Wendot emphasized the need for accurate interpretation of the figures, warning that misunderstanding the data could create unnecessary panic.
"Accurate interpretation of child protection data is important in supporting informed public discourse and coordinated efforts to safeguard every child," the statement further read.
Wendot also assured Kenyans that the government is actively handling the matter through coordinated interventions involving multiple agencies.
"The Government is fully seized of this matter. We are coordinating a multi-agency approach aimed at strengthening child protection, prevention, tracing, reunification and response systems across the country," the statement concluded.
Elsewhere, the National Police Service (NPS) has dismissed claims of a surge in child disappearance cases in Kenya.
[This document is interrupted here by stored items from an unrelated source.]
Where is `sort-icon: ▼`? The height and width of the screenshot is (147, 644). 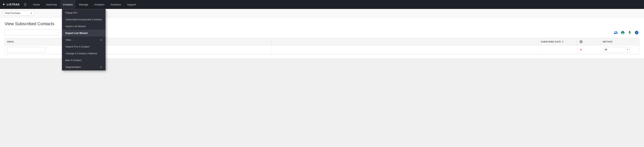
sort-icon: ▼ is located at coordinates (563, 42).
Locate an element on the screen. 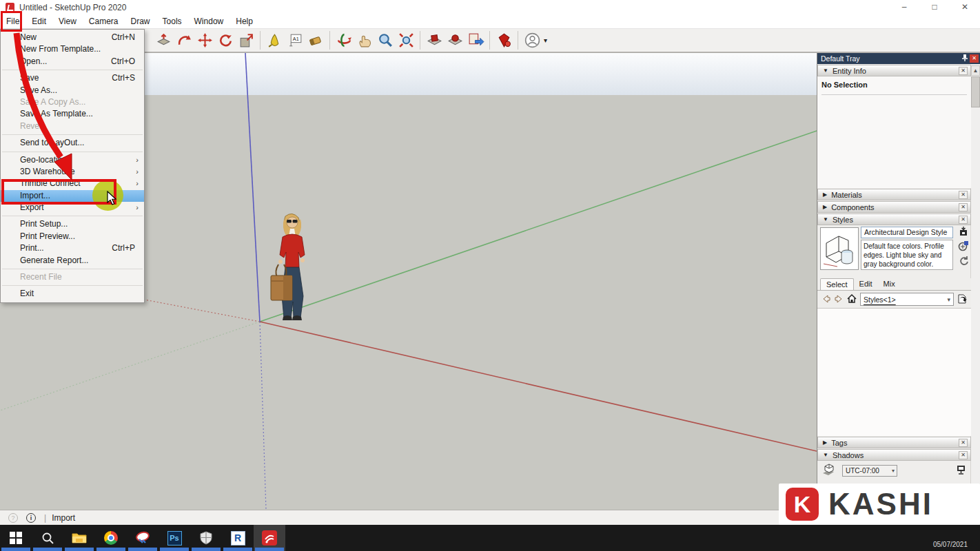  expand-icon: ▶ is located at coordinates (825, 442).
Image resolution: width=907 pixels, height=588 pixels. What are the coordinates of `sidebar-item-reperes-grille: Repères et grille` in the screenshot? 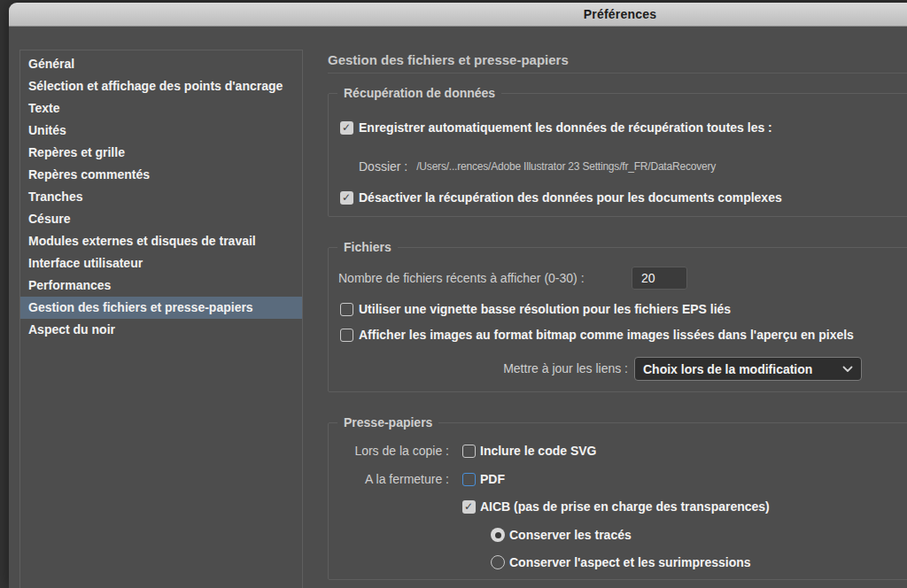 It's located at (161, 152).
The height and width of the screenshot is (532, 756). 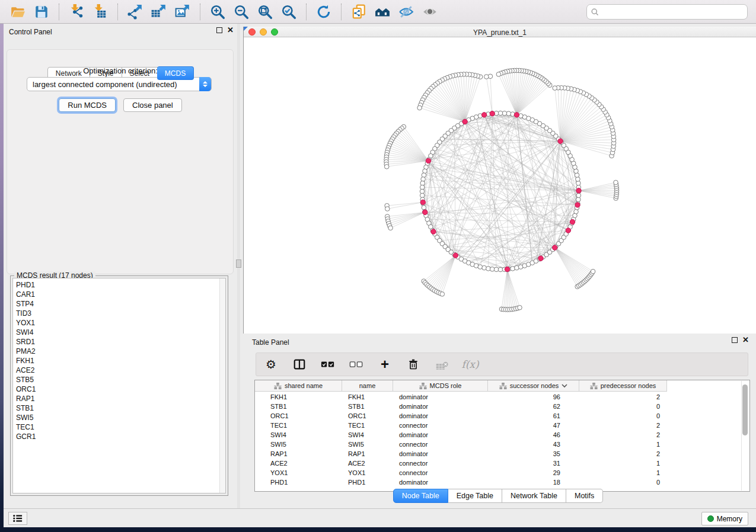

In an interview on Tuesday, May 26, NPS Spokesperson Michael Muchiri attributed growing public panic to increased awareness and rapid spread of information online.
"We don’t have a surge; it is only that we have a public that is more conscious, more aware, and then we have the spread of information, which is faster," he said.
Muchiri warned about the role of artificial intelligence and old clips being reshared online, saying this had contributed significantly to public anxiety.
"We have the intrusion of AI and fakes. Some of the clips we have seen in recent times, you find that this is something that is recycled; it has been seen at some other point," he added.
Muchiri discouraged the trend, saying misleading online narratives risk creating unnecessary fear among Kenyans by giving the impression that the country is facing a crisis involving missing children.
"It would place the country at a point where we suddenly start realizing or thinking that there is a surge, that we have an emergency in these cases, that is not the case at all. The best approach when you are talking about these things is to have the calmness and the facts before us," he further said.